In practice Zillow is not really interested in transparency. If it was, there would be a comment section for each listing. Comments would allow the other side of the puff piece descriptions intended to draw attention away from the negatives and facts that would make buyers more aware of what they are not being told about the property, the area and the costs associated with buying that property.
” In sum, AI can reduce potential biases compared to in-person appraisals, which may intentionally or unintentionally consider the demographics of the homeowner, neighborhood, or surroundings.”
Non-existing bias in appraisals will be the excuse to get rid of “the human in the loop”.
If they wanted, the GSE’s Core-logic and Zillow could use AI to find and correlate similar markets, aggregate date and apply statistical analysis to entire markets to provide accurate adjustments and other statistical tools to benefit the appraisal process done by the Appraiser.
But they don’t want that and instead want to end the human appraisal process. Along with the human sales process in real estate. Virtual agents will replace all of us soon as possible
Zillow now tracks realtors every move, by the realtor registering what address they show buyer, to whom .
Zillow owns Dot Loop and Showing time.
Every remark the realtor make regarding the condition of the property ,is now known by Zillow.
Every offer the realtor rights on a contract is know known by Zillow.
Zillow needs this information to create algorithms in order to restart purchasing homes .
The reason Zillow stopped purchasing houses because their profits were uniformed
Zillow largest share holder is Black Rock.
The NAR realtors law suit is to cause chaos and blow the business to pieces and destroy the independent contractor .
It is Zillow and Black Rocks ultimate goal to dominate and totally control the Real Estate business , with all the information Realtors input in to Zillows data base .
Zillow and Black Rock will destroy the independent contractor , replacing the agents with Human less AI .
The MLS SOLD THE realtors out in 2029 , giving Zillow all information regarding our listings , selling back realtors buyers .
WTFU … Realtors
Zillow is cancer and continues to be a stage 4 Cancer. They caused all these issue and they charge realtors for traffic on a website that uses Realtor Data straight off the MLS that realtors pay for. Its ironic we pay them for our own data traffic. Now they want to replace us knowing this settlement is going to help their cause of bad leads.
I had the expectation of learning how Zillow is usuing AI, not Zillow selling itself. Yikes!
Zillow got rich and powerful from the hard work of Real Estate Agents. Zillow bit the hand that fed them. They are trying to get rid of the need of the consumers for Real Estate Agents. What an absolute betrayal!

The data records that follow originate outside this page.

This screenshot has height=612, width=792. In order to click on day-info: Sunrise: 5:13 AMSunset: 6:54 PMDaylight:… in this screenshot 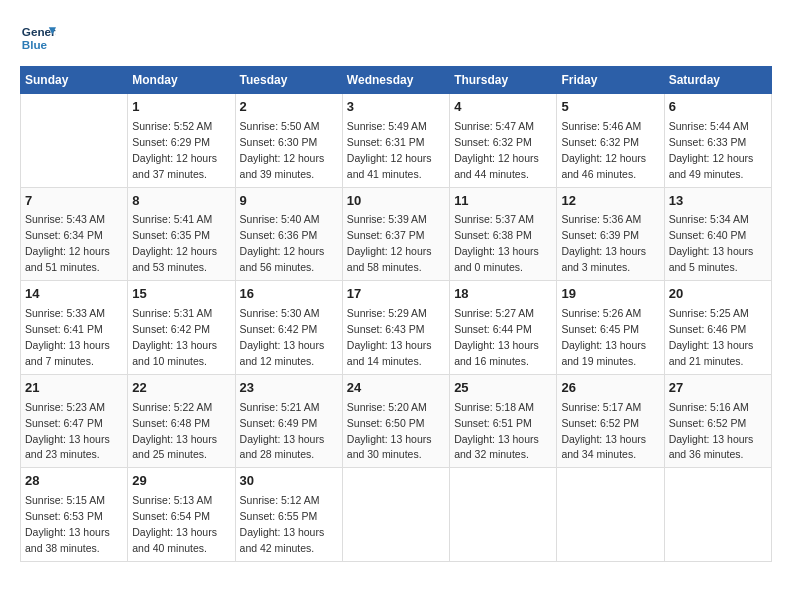, I will do `click(174, 524)`.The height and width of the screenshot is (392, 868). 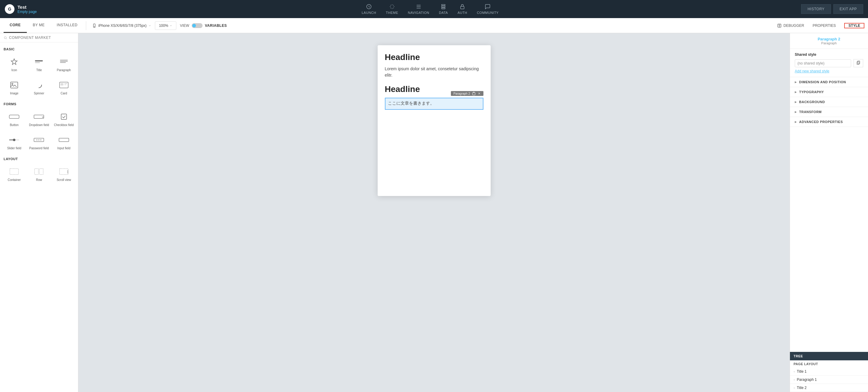 What do you see at coordinates (859, 63) in the screenshot?
I see `copy-style-button` at bounding box center [859, 63].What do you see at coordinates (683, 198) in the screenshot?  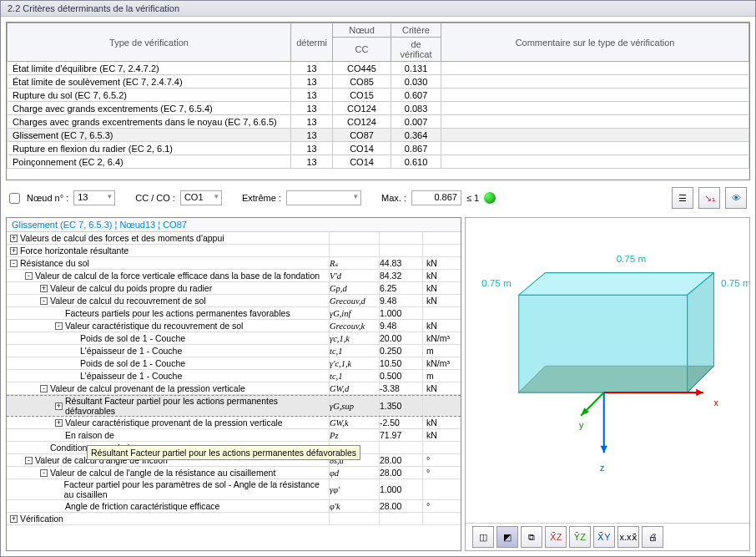 I see `filter-button: ☰` at bounding box center [683, 198].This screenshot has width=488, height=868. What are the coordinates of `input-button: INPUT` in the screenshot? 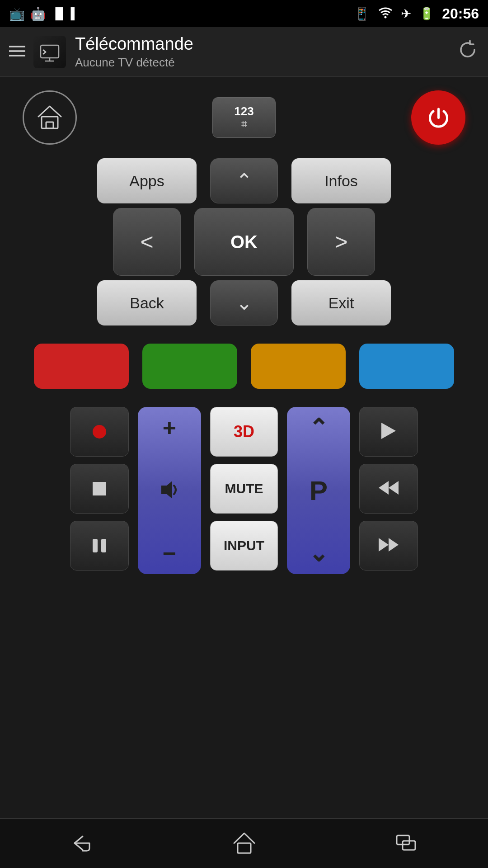 It's located at (244, 546).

They pretended to offer Real Estate Agents a “free” platform to advertise their listings, then they turn around and resell the leads to the Agents. Now, they are trying to slowly eliminate the Real Estate Agent from the transaction. The sooner Brokers, Agents, and MLS’s discontinue allowing ALL listings to show up on Zillow and all other websites through IDX, the better for the Agents & Brokers. It is time for Brokers, Agents, and MLS’s to wake up!